Chinese investments in Salvador and its environs stand out as a modern counterpoint to the city’s pastel-hued houses, baroque churches and narrow streets. A group of state-controlled Chinese companies is planning a $1.3 billion bridge connecting Salvador to the island of Itaparica, where wealthy tourists rent rustic lodges and enjoy meals of lobster washed down with caipirinhas. It will be the longest bridge over water in Latin America, extending 7.7 miles, more than four times the length of San Francisco’s Golden Gate Bridge. Getting to Itaparica now takes two hours by boat or five hours driving around the city’s bay. A car will be able to make it over the bridge in 10 minutes. More than a bridge, the project “has a much greater purpose,” says Claudio Villas Boas, CEO of the Bridge Salvador-Itaparica Island Consortium, the group of Chinese companies. “It’s a regional development project, a way to improve economic and social conditions” across Bahia.
BYD is poised to make just as big a splash in town. Visit the Victorian-era train station in the outskirts of Salvador, and you’ll find the headquarters of BYD’s SkyRail. It’s just starting to build 15 miles of track for an electric monorail. BYD spent more than $700 million just on research and development. SkyRail will provide an alternative to Salvador’s aging bus fleet, which BYD also plans to replace with electric vehicles. The monorail can transport 10,000 people an hour—including, one day soon, workers to and from the former Ford plant. BYD expects to spend $613 million to reopen the Camaçari plant and has plans to mine lithium in Bahia to supply it.
Diogo Damasceno views the Chinese company’s arrival as a fresh chance in life. His world changed overnight when the Ford plant shut down. A metalworker, Damasceno reckons he assembled tens of thousands of car bodies during his decade working for Ford. Yet the first he heard of the company’s plans to close the plant was from family members who called him after he’d just come off the night shift on a holiday, when streets pulsed to afoxé. (Ford declined to comment on the job losses but said in 2021 that it had worked with unions to mitigate their impact.)

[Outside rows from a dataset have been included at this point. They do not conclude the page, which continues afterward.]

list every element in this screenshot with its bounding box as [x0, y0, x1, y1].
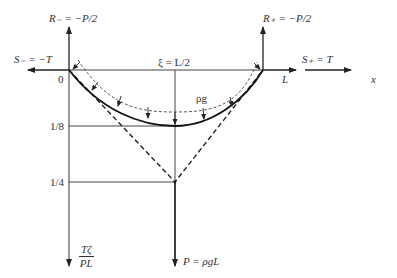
- y-axis-label-num: Tζ: [79, 244, 94, 257]
- cable-diagram: [0, 0, 397, 278]
- midpoint-label: ξ = L/2: [158, 57, 190, 68]
- p-force-label: P = ρgL: [183, 256, 219, 267]
- y-axis-label: Tζ PL: [79, 244, 94, 269]
- origin-label: 0: [58, 74, 64, 85]
- y-axis-label-den: PL: [79, 257, 94, 269]
- tick-1-4-label: 1/4: [50, 177, 64, 188]
- x-axis-label: x: [371, 74, 376, 85]
- tick-1-8-label: 1/8: [50, 121, 64, 132]
- s-plus-label: S₊ = T: [302, 54, 333, 65]
- load-label: ρg: [196, 93, 207, 104]
- cable-curve: [69, 70, 263, 126]
- load-arrows: [73, 62, 260, 124]
- r-plus-label: R₊ = −P/2: [263, 13, 311, 24]
- s-minus-label: S₋ = −T: [14, 54, 52, 65]
- end-label: L: [282, 74, 288, 85]
- r-minus-label: R₋ = −P/2: [49, 13, 97, 24]
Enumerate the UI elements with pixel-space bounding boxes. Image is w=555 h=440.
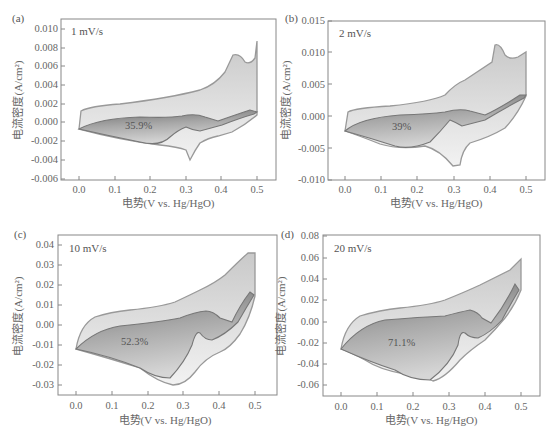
percent-label-d: 71.1%: [388, 337, 415, 348]
svg-text:0.008: 0.008: [34, 42, 58, 53]
y-axis-b: 0.015 0.010 0.005 0.000 -0.005 -0.010: [298, 15, 332, 185]
svg-text:0.2: 0.2: [141, 400, 154, 411]
svg-text:0.2: 0.2: [143, 184, 156, 195]
panel-label-a: (a): [12, 12, 25, 25]
svg-text:0.01: 0.01: [36, 299, 54, 310]
svg-text:0.1: 0.1: [108, 184, 121, 195]
svg-text:0.0: 0.0: [69, 400, 82, 411]
x-axis-a: 0.0 0.1 0.2 0.3 0.4 0.5: [72, 176, 263, 195]
total-cv-curve-a: [79, 41, 257, 160]
svg-text:0.015: 0.015: [301, 15, 325, 26]
scan-rate-label-d: 20 mV/s: [334, 242, 372, 254]
x-axis-d: 0.0 0.1 0.2 0.3 0.4 0.5: [334, 392, 527, 412]
svg-text:0.4: 0.4: [483, 184, 497, 195]
svg-text:0.0: 0.0: [334, 401, 347, 412]
svg-text:0.04: 0.04: [36, 239, 55, 250]
svg-text:0.00: 0.00: [301, 316, 319, 327]
percent-label-c: 52.3%: [121, 336, 148, 347]
svg-text:0.0: 0.0: [338, 184, 351, 195]
svg-text:0.3: 0.3: [442, 401, 455, 412]
x-axis-title-c: 电势(V vs. Hg/HgO): [119, 414, 212, 427]
svg-text:0.004: 0.004: [34, 79, 58, 90]
svg-text:-0.02: -0.02: [32, 359, 54, 370]
svg-text:0.005: 0.005: [301, 79, 325, 90]
svg-text:0.4: 0.4: [212, 400, 226, 411]
y-axis-title-a: 电流密度(A/cm²): [11, 60, 25, 139]
svg-text:0.1: 0.1: [370, 401, 383, 412]
svg-text:0.3: 0.3: [447, 184, 460, 195]
svg-text:0.04: 0.04: [301, 273, 320, 284]
svg-text:0.2: 0.2: [410, 184, 423, 195]
svg-text:0.02: 0.02: [301, 294, 319, 305]
x-axis-title-d: 电势(V vs. Hg/HgO): [385, 414, 478, 427]
svg-text:0.08: 0.08: [301, 230, 319, 241]
panel-label-d: (d): [281, 228, 294, 241]
percent-label-b: 39%: [392, 121, 412, 132]
svg-text:0.5: 0.5: [248, 400, 261, 411]
y-axis-a: 0.010 0.008 0.006 0.004 0.002 0.000 -0.0…: [31, 23, 65, 184]
total-cv-curve-b: [345, 45, 526, 166]
svg-text:0.06: 0.06: [301, 252, 319, 263]
cv-figure: (a) 0.010 0.008 0.006 0.004 0.002 0.000 …: [0, 0, 555, 440]
svg-text:0.5: 0.5: [519, 184, 532, 195]
panel-d: (d) 0.08 0.06 0.04 0.02 0.00 -0.02 -0.04…: [274, 228, 540, 427]
svg-text:0.010: 0.010: [301, 47, 325, 58]
svg-text:0.000: 0.000: [34, 116, 58, 127]
svg-text:-0.004: -0.004: [31, 154, 59, 165]
scan-rate-label-c: 10 mV/s: [69, 242, 107, 254]
panel-label-c: (c): [14, 228, 27, 241]
svg-text:-0.01: -0.01: [32, 339, 54, 350]
svg-text:0.002: 0.002: [34, 98, 58, 109]
percent-label-a: 35.9%: [125, 120, 152, 131]
svg-text:0.000: 0.000: [301, 111, 325, 122]
svg-text:-0.03: -0.03: [32, 379, 54, 390]
svg-text:0.03: 0.03: [36, 259, 54, 270]
svg-text:0.00: 0.00: [36, 319, 54, 330]
scan-rate-label-a: 1 mV/s: [71, 25, 103, 37]
svg-text:0.3: 0.3: [179, 184, 192, 195]
svg-text:0.4: 0.4: [214, 184, 228, 195]
svg-text:0.02: 0.02: [36, 279, 54, 290]
svg-text:0.2: 0.2: [406, 401, 419, 412]
svg-text:0.4: 0.4: [478, 401, 492, 412]
panel-b: (b) 0.015 0.010 0.005 0.000 -0.005 -0.01…: [279, 12, 545, 210]
svg-text:-0.010: -0.010: [298, 174, 325, 185]
svg-text:0.1: 0.1: [374, 184, 387, 195]
x-axis-c: 0.0 0.1 0.2 0.3 0.4 0.5: [69, 391, 261, 411]
y-axis-title-d: 电流密度(A/cm²): [274, 276, 288, 355]
svg-text:0.3: 0.3: [176, 400, 189, 411]
svg-text:-0.06: -0.06: [297, 379, 319, 390]
svg-text:-0.02: -0.02: [297, 337, 319, 348]
svg-text:0.0: 0.0: [72, 184, 85, 195]
panel-c: (c) 0.04 0.03 0.02 0.01 0.00 -0.01 -0.02…: [11, 228, 277, 427]
svg-text:-0.005: -0.005: [298, 143, 325, 154]
svg-text:0.5: 0.5: [514, 401, 527, 412]
x-axis-b: 0.0 0.1 0.2 0.3 0.4 0.5: [338, 176, 532, 195]
svg-text:0.006: 0.006: [34, 60, 58, 71]
y-axis-title-b: 电流密度(A/cm²): [279, 60, 293, 139]
svg-text:0.010: 0.010: [34, 23, 58, 34]
x-axis-title-a: 电势(V vs. Hg/HgO): [122, 197, 215, 210]
svg-text:0.5: 0.5: [250, 184, 263, 195]
panel-a: (a) 0.010 0.008 0.006 0.004 0.002 0.000 …: [11, 12, 276, 210]
panel-label-b: (b): [285, 12, 298, 25]
svg-text:-0.002: -0.002: [31, 135, 58, 146]
svg-text:-0.006: -0.006: [31, 173, 58, 184]
scan-rate-label-b: 2 mV/s: [339, 27, 371, 39]
svg-text:-0.04: -0.04: [297, 358, 320, 369]
y-axis-title-c: 电流密度(A/cm²): [11, 276, 25, 355]
svg-text:0.1: 0.1: [105, 400, 118, 411]
x-axis-title-b: 电势(V vs. Hg/HgO): [390, 197, 483, 210]
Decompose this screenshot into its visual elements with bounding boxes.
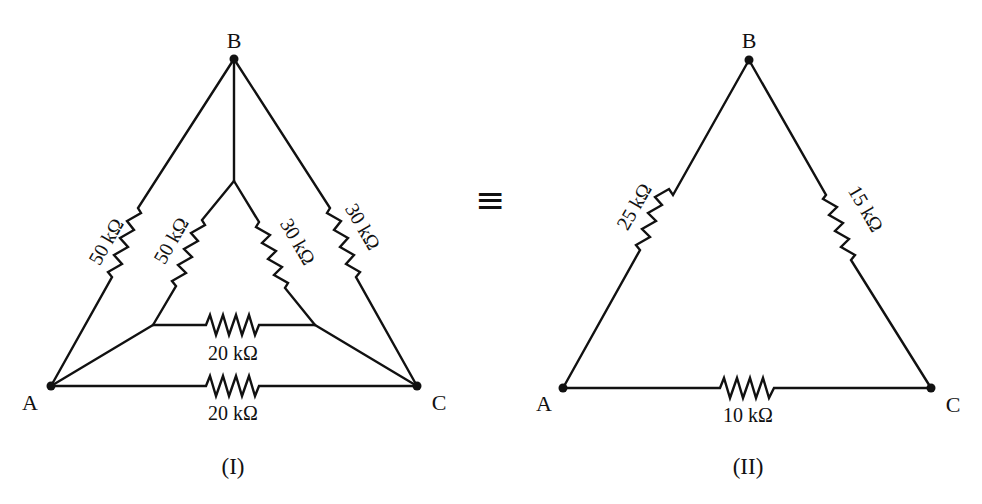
- resistor-inner-pr: 30 kΩ: [234, 181, 320, 325]
- caption-ii: (II): [733, 454, 764, 479]
- node-label-c-i: C: [432, 390, 447, 415]
- wire-outer-ab: [51, 59, 234, 386]
- node-a-i: [47, 382, 56, 391]
- node-a-ii: [559, 384, 568, 393]
- wire-inner-qr: [153, 315, 315, 335]
- resistor-outer-bc: 30 kΩ: [234, 59, 417, 386]
- resistor-bc-ii: 15 kΩ: [749, 60, 931, 388]
- resistor-label-bc-ii: 15 kΩ: [844, 181, 888, 235]
- node-label-a-i: A: [22, 390, 38, 415]
- node-label-b-i: B: [227, 28, 242, 53]
- resistor-outer-ab: 50 kΩ: [51, 59, 234, 386]
- resistor-label-outer-ac: 20 kΩ: [208, 402, 258, 424]
- equivalence-symbol: ≡: [475, 179, 505, 220]
- resistor-label-inner-pr: 30 kΩ: [276, 214, 320, 268]
- resistor-label-inner-qr: 20 kΩ: [208, 342, 258, 364]
- circuit-i: 50 kΩ 30 kΩ 20 kΩ 50 kΩ 30 kΩ 20 k: [22, 28, 446, 479]
- resistor-label-ac-ii: 10 kΩ: [723, 404, 773, 426]
- resistor-ab-ii: 25 kΩ: [563, 60, 749, 388]
- wire-ab-ii: [563, 60, 749, 388]
- circuit-ii: 25 kΩ 15 kΩ 10 kΩ B A C (II): [536, 28, 960, 479]
- node-b-ii: [745, 56, 754, 65]
- resistor-label-outer-bc: 30 kΩ: [341, 199, 385, 253]
- node-c-ii: [927, 384, 936, 393]
- resistor-inner-qr: 20 kΩ: [153, 315, 315, 364]
- wire-bc-ii: [749, 60, 931, 388]
- resistor-inner-qp: 50 kΩ: [149, 181, 234, 325]
- resistor-ac-ii: 10 kΩ: [563, 378, 931, 426]
- wire-outer-ac: [51, 376, 417, 396]
- node-b-i: [230, 55, 239, 64]
- resistor-outer-ac: 20 kΩ: [51, 376, 417, 424]
- wire-c-to-inner-right: [315, 325, 417, 386]
- circuit-figure: 50 kΩ 30 kΩ 20 kΩ 50 kΩ 30 kΩ 20 k: [0, 0, 982, 504]
- node-label-b-ii: B: [742, 28, 757, 53]
- node-label-c-ii: C: [946, 392, 961, 417]
- wire-ac-ii: [563, 378, 931, 398]
- resistor-label-outer-ab: 50 kΩ: [84, 214, 128, 268]
- wire-outer-bc: [234, 59, 417, 386]
- node-c-i: [413, 382, 422, 391]
- wire-a-to-inner-left: [51, 325, 153, 386]
- caption-i: (I): [222, 454, 245, 479]
- node-label-a-ii: A: [536, 391, 552, 416]
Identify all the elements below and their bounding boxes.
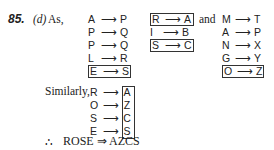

Two and a half years later, at 40, Damasceno is living in a one-room apartment and, like many of his former colleagues, eking out a living as a delivery driver. Damasceno has 90,000 miles on his 2014 Ford EcoSport, which he uses to make his rounds. “I know that BYD could take some time to come to Bahia, but I hope it looks for us—people with experience,” Damasceno says. “I’m waiting very anxiously for it to arrive.” —With Mariana Durão
Iglesias covers the economy from Bloomberg’s Brasília bureau. Lara is an editor based in São Paulo.